Jan 5, 2021
Wilson announces retirement after 11 seasons
Colin Wilson is calling it a career. The veteran centre announced his retirement through the NHLPA on Tuesday after 11 seasons in the NHL. The 31-year-old Greenwich, CT native appeared in 632 career games with the Nashville Predators and Colorado Avalanche.
TSN.ca Staff
Colin Wilson is calling it a career.
The veteran centre announced his retirement through the NHLPA on Tuesday after 11 seasons in the NHL.
The 31-year-old Greenwich, CT native appeared in 632 career games with the Nashville Predators and Colorado Avalanche. Wilson finishes his career with 113 goals and 173 assists.
Last season with the Avs, Wilson appeared in just nine games, recuperating from hip surgery. In October, he penned an essay in The Players' Tribune revealing that he struggled with obsessive-compulsive disorder for most of his life and had developed a substance-abuse problem in his attempt to help medicate.
Wilson wrote that his worst days personally came at the height of his professional career, when his Predators reached the 2017 Stanley Cup Final.
“All I can say really is that, during the Stanley Cup finals in 2017, when we were playing the Penguins — I hit bottom," Wilson wrote in his piece called The Things You Can't See. "My brain blew up. I was a shell of the person I am today. For the three or so years leading up to that point, I had been taking Xanax and Seroquel to help me sleep. One is addictive and gets you high, the other I would refer to as a horse tranquilizer, because it would knock me out. One night I would take Xanax, the next Seroquel. During that playoff run, I had started partying more as well, to numb the pain. The combination of those pills, mixed with alcohol, and years of untreated OCD … I found rock bottom."
Wilson credits the use of psychedelics in his recovery.
"The word psychedelics might put people off, I get that — but I can’t stress enough how critical they were in my recovery," Wilson wrote. "That experience showed me a completely different side of myself and gave me a deep sense of spirituality. It put me in touch with a part of me that I didn’t even know existed. I felt like what I was experiencing was greater than myself, my journey, if that makes sense."
In his essay, Wilson wrote that he was leaning towards retirement at that time.
The seventh overall pick of the 2008 NHL Entry Draft out of Boston University, Wilson represented the United States internationally on a number of occasions, appearing in a pair of World Junior Hockey Championship and playing in the 2009 IIHP World Championship in Switzerland.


#### Instructions to follow
The records are to be copied exactly and in full.

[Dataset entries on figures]

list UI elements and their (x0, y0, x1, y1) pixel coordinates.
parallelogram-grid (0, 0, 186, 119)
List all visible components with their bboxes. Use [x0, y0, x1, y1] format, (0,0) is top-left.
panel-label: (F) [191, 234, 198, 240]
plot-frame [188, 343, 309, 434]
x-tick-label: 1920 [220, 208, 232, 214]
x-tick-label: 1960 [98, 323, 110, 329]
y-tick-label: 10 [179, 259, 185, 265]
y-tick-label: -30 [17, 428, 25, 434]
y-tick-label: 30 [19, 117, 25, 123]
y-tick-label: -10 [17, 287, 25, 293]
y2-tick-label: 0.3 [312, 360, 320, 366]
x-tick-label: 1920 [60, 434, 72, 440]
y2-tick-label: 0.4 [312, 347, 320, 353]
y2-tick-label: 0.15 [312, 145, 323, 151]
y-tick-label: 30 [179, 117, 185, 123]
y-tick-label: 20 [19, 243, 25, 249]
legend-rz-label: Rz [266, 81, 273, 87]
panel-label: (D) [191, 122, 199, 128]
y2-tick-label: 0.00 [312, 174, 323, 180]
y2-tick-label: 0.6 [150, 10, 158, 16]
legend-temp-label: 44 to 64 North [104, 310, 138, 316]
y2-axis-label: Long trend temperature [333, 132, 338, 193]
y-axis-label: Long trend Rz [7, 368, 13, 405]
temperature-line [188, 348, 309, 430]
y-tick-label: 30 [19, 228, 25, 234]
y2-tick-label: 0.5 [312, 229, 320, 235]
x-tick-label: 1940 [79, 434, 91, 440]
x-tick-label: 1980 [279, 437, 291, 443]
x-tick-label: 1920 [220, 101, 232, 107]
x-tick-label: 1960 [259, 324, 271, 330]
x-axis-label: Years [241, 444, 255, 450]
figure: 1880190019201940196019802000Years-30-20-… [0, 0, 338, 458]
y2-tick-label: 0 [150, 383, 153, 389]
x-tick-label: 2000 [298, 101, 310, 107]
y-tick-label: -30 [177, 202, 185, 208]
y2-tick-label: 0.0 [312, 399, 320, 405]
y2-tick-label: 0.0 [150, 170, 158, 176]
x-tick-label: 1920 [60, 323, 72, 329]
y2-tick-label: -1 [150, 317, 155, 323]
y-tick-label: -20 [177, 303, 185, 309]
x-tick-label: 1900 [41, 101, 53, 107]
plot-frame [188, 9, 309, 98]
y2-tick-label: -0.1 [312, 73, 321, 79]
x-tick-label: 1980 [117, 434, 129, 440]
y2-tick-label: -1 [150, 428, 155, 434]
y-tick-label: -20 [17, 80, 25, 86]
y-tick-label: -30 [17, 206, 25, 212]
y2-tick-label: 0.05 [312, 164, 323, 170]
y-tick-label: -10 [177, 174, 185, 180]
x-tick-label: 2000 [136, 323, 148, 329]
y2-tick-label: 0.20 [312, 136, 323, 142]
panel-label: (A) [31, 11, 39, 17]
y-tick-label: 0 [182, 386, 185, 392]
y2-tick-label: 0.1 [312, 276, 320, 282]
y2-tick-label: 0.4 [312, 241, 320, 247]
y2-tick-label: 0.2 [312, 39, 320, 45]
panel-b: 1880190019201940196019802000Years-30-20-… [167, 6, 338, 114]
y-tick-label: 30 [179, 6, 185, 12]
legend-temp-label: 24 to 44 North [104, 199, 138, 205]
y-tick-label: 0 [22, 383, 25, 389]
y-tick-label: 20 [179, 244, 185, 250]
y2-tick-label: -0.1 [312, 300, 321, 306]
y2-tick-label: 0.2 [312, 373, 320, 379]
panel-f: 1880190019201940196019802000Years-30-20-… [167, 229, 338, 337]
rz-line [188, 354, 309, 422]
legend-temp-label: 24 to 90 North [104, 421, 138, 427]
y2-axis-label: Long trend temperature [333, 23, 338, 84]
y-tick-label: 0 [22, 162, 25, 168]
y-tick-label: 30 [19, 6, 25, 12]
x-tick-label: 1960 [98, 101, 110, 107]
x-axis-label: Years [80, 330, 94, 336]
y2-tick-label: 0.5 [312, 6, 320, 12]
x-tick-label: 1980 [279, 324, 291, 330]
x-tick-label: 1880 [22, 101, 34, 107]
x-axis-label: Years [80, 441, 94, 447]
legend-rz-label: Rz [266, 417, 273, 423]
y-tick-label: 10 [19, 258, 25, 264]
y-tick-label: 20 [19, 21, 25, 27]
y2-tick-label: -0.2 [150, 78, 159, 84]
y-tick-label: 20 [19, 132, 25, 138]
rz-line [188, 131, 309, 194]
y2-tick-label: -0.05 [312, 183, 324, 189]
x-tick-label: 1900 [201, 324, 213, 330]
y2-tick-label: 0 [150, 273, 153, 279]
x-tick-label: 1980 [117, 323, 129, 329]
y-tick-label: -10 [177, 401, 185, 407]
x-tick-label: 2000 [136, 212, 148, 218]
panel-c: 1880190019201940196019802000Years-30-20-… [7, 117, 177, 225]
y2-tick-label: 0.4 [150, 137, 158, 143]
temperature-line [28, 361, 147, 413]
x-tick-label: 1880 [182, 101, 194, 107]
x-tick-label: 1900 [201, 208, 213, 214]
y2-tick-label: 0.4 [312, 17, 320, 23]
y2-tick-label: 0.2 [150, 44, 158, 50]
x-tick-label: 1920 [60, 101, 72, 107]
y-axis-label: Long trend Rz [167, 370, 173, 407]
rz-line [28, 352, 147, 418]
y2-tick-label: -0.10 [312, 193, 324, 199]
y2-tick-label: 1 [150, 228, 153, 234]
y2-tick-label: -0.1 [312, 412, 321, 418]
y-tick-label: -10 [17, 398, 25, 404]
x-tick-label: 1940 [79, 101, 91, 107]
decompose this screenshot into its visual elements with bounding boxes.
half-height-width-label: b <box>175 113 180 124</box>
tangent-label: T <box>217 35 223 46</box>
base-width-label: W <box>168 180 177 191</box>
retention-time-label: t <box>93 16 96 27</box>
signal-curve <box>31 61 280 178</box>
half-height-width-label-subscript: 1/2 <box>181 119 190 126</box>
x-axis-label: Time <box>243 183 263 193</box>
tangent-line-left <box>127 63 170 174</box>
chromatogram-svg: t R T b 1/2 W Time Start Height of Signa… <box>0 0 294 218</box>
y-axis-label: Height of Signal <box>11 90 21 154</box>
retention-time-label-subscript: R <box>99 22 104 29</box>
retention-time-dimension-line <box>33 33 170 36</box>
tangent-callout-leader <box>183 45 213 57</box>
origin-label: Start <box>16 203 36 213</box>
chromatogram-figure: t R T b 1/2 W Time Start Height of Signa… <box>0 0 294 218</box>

#### Task result
list UI elements and their (x0, y0, x1, y1) pixel coordinates.
parallelogram-grid (0, 0, 186, 119)
List all visible components with their bboxes. Use [x0, y0, x1, y1] format, (0,0) is top-left.
panel-label: (F) [191, 234, 198, 240]
plot-frame [188, 343, 309, 434]
x-tick-label: 1920 [220, 208, 232, 214]
x-tick-label: 1960 [98, 323, 110, 329]
y-tick-label: 10 [179, 259, 185, 265]
y-tick-label: -30 [17, 428, 25, 434]
y-tick-label: 30 [19, 117, 25, 123]
y-tick-label: -10 [17, 287, 25, 293]
y2-tick-label: 0.3 [312, 360, 320, 366]
x-tick-label: 1920 [60, 434, 72, 440]
y2-tick-label: 0.4 [312, 347, 320, 353]
y2-tick-label: 0.15 [312, 145, 323, 151]
y-tick-label: 30 [179, 117, 185, 123]
y-tick-label: 20 [19, 243, 25, 249]
legend-rz-label: Rz [266, 81, 273, 87]
panel-label: (D) [191, 122, 199, 128]
y2-tick-label: 0.00 [312, 174, 323, 180]
y2-tick-label: 0.6 [150, 10, 158, 16]
legend-temp-label: 44 to 64 North [104, 310, 138, 316]
y2-axis-label: Long trend temperature [333, 132, 338, 193]
y-axis-label: Long trend Rz [7, 368, 13, 405]
temperature-line [188, 348, 309, 430]
y-tick-label: 30 [19, 228, 25, 234]
y2-tick-label: 0.5 [312, 229, 320, 235]
x-tick-label: 1940 [79, 434, 91, 440]
x-tick-label: 1980 [279, 437, 291, 443]
x-tick-label: 1920 [220, 101, 232, 107]
x-tick-label: 1960 [259, 324, 271, 330]
x-axis-label: Years [241, 444, 255, 450]
figure: 1880190019201940196019802000Years-30-20-… [0, 0, 338, 458]
y2-tick-label: 0 [150, 383, 153, 389]
x-tick-label: 2000 [298, 101, 310, 107]
y-tick-label: -30 [177, 202, 185, 208]
y2-tick-label: 0.0 [312, 399, 320, 405]
y2-tick-label: 0.0 [150, 170, 158, 176]
x-tick-label: 1920 [60, 323, 72, 329]
y2-tick-label: -1 [150, 317, 155, 323]
y-tick-label: -20 [177, 303, 185, 309]
x-tick-label: 1900 [41, 101, 53, 107]
plot-frame [188, 9, 309, 98]
y2-tick-label: -0.1 [312, 73, 321, 79]
x-tick-label: 1980 [117, 434, 129, 440]
y2-tick-label: -1 [150, 428, 155, 434]
y-tick-label: -20 [17, 80, 25, 86]
y-tick-label: -30 [17, 206, 25, 212]
y2-tick-label: 0.05 [312, 164, 323, 170]
y-tick-label: -10 [177, 174, 185, 180]
x-tick-label: 2000 [136, 323, 148, 329]
y2-tick-label: 0.20 [312, 136, 323, 142]
panel-label: (A) [31, 11, 39, 17]
y-tick-label: 0 [182, 386, 185, 392]
y2-tick-label: 0.1 [312, 276, 320, 282]
y2-tick-label: 0.4 [312, 241, 320, 247]
y2-tick-label: 0.2 [312, 39, 320, 45]
panel-b: 1880190019201940196019802000Years-30-20-… [167, 6, 338, 114]
y-tick-label: 30 [179, 6, 185, 12]
legend-temp-label: 24 to 44 North [104, 199, 138, 205]
y-tick-label: 0 [22, 383, 25, 389]
y-tick-label: 20 [179, 244, 185, 250]
y2-tick-label: -0.1 [312, 300, 321, 306]
y2-tick-label: 0.2 [312, 373, 320, 379]
panel-f: 1880190019201940196019802000Years-30-20-… [167, 229, 338, 337]
rz-line [188, 354, 309, 422]
legend-temp-label: 24 to 90 North [104, 421, 138, 427]
y2-axis-label: Long trend temperature [333, 23, 338, 84]
y-tick-label: 0 [22, 162, 25, 168]
y-tick-label: 30 [19, 6, 25, 12]
x-tick-label: 1960 [98, 101, 110, 107]
x-axis-label: Years [80, 330, 94, 336]
y2-tick-label: 0.5 [312, 6, 320, 12]
x-tick-label: 1980 [279, 324, 291, 330]
x-tick-label: 1880 [22, 101, 34, 107]
x-axis-label: Years [80, 441, 94, 447]
legend-rz-label: Rz [266, 417, 273, 423]
y-tick-label: 10 [19, 258, 25, 264]
y-tick-label: 20 [19, 21, 25, 27]
y2-tick-label: -0.2 [150, 78, 159, 84]
y-tick-label: 20 [19, 132, 25, 138]
rz-line [188, 131, 309, 194]
y2-tick-label: -0.05 [312, 183, 324, 189]
x-tick-label: 1900 [201, 324, 213, 330]
y2-tick-label: 0 [150, 273, 153, 279]
x-tick-label: 1980 [117, 323, 129, 329]
y-tick-label: -10 [177, 401, 185, 407]
x-tick-label: 2000 [136, 212, 148, 218]
panel-c: 1880190019201940196019802000Years-30-20-… [7, 117, 177, 225]
y2-tick-label: 0.4 [150, 137, 158, 143]
temperature-line [28, 361, 147, 413]
x-tick-label: 1880 [182, 101, 194, 107]
x-tick-label: 1900 [201, 208, 213, 214]
y2-tick-label: 0.4 [312, 17, 320, 23]
y2-tick-label: 0.2 [150, 44, 158, 50]
x-tick-label: 1920 [60, 101, 72, 107]
y-axis-label: Long trend Rz [167, 370, 173, 407]
rz-line [28, 352, 147, 418]
y2-tick-label: -0.10 [312, 193, 324, 199]
y2-tick-label: 1 [150, 228, 153, 234]
y2-tick-label: -0.1 [312, 412, 321, 418]
y-tick-label: -10 [17, 398, 25, 404]
x-tick-label: 1940 [79, 101, 91, 107]
decompose this screenshot into its visual elements with bounding boxes.
half-height-width-label: b <box>175 113 180 124</box>
tangent-label: T <box>217 35 223 46</box>
base-width-label: W <box>168 180 177 191</box>
retention-time-label: t <box>93 16 96 27</box>
signal-curve <box>31 61 280 178</box>
half-height-width-label-subscript: 1/2 <box>181 119 190 126</box>
x-axis-label: Time <box>243 183 263 193</box>
tangent-line-left <box>127 63 170 174</box>
chromatogram-svg: t R T b 1/2 W Time Start Height of Signa… <box>0 0 294 218</box>
y-axis-label: Height of Signal <box>11 90 21 154</box>
retention-time-label-subscript: R <box>99 22 104 29</box>
retention-time-dimension-line <box>33 33 170 36</box>
tangent-callout-leader <box>183 45 213 57</box>
origin-label: Start <box>16 203 36 213</box>
chromatogram-figure: t R T b 1/2 W Time Start Height of Signa… <box>0 0 294 218</box>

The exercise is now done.